Humility begins with honest self-knowledge and acceptance of who we are. Our true identity and worth come only from God — this is at the centre of Paul’s admonishment to the fractious Corinthian community. Many in the community are strutting about and flaunting their illusory new-found status. Some are quite proud of their spiritual endowments and use it to lord it over others or to inflate their egos, while others are probably ashamed of their simple and unimpressive backgrounds. Paul reminds all of them of their insignificant and humble human origins in order to give them a reality check. No one should be either proud or ashamed of their past or their origins. God deliberately chose unimpressive or insignificant people in order to make a forceful spiritual point — something God often does in the Bible. If we will allow it, God will do marvellous things with us and through us, but there is a catch. It is God’s show and God’s glory, not ours. And that is a price that some are not willing to pay.
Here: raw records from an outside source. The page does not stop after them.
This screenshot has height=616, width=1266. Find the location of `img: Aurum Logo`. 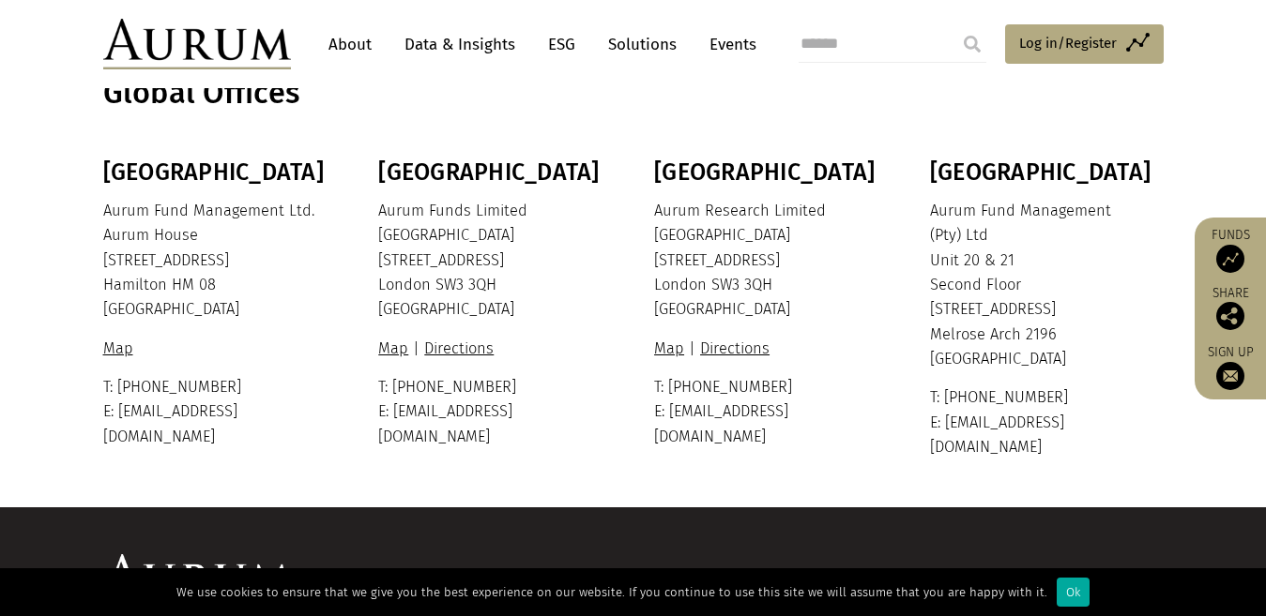

img: Aurum Logo is located at coordinates (197, 580).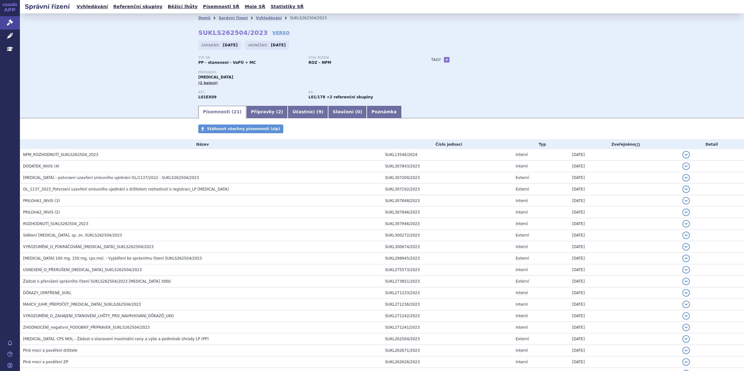 Image resolution: width=744 pixels, height=371 pixels. What do you see at coordinates (73, 235) in the screenshot?
I see `span: Sdělení OFEV, sp. zn. SUKLS262504/2023` at bounding box center [73, 235].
The description of the one humble before God finds fuller expression in the Beatitudes. By blessing the “poor in spirit” — those who are not arrogant and self-seeking — Jesus lays out the entrance requirements for God’s Kingdom. We cannot force, manipulate or buy our way in. The meek — more properly understood as gentle or non-violent — express an essential aspect of this God-centred humility. In the long run, the world will belong to those like them for they are foundation for the world of the future. Exercising compassion and mercy, working for peace, hungering for justice and righteousness, and patient endurance of persecution and rejection are all marks of a man or woman in harmony with the divine pattern.

These are the qualities or principles that make good things happen, even against impossible odds, and those who practise them are the ones called children of God. There is a long and illustrious list of those who took these principles seriously: St. Francis, Gandhi, Tolstoy, Mother Teresa and Martin Luther King.

Faith that is strictly interior and self-absorbed is not an expression of the Beatitudes but must be manifested outwardly for others as they were in Jesus Christ. It is said that the root sin is self, all other sins are just variations on this theme. If that is the case, then elsewhere in the Old Testament the prophet Micah (6:8) gives us the cure: Do justice, love kindness and walk humbly with your God!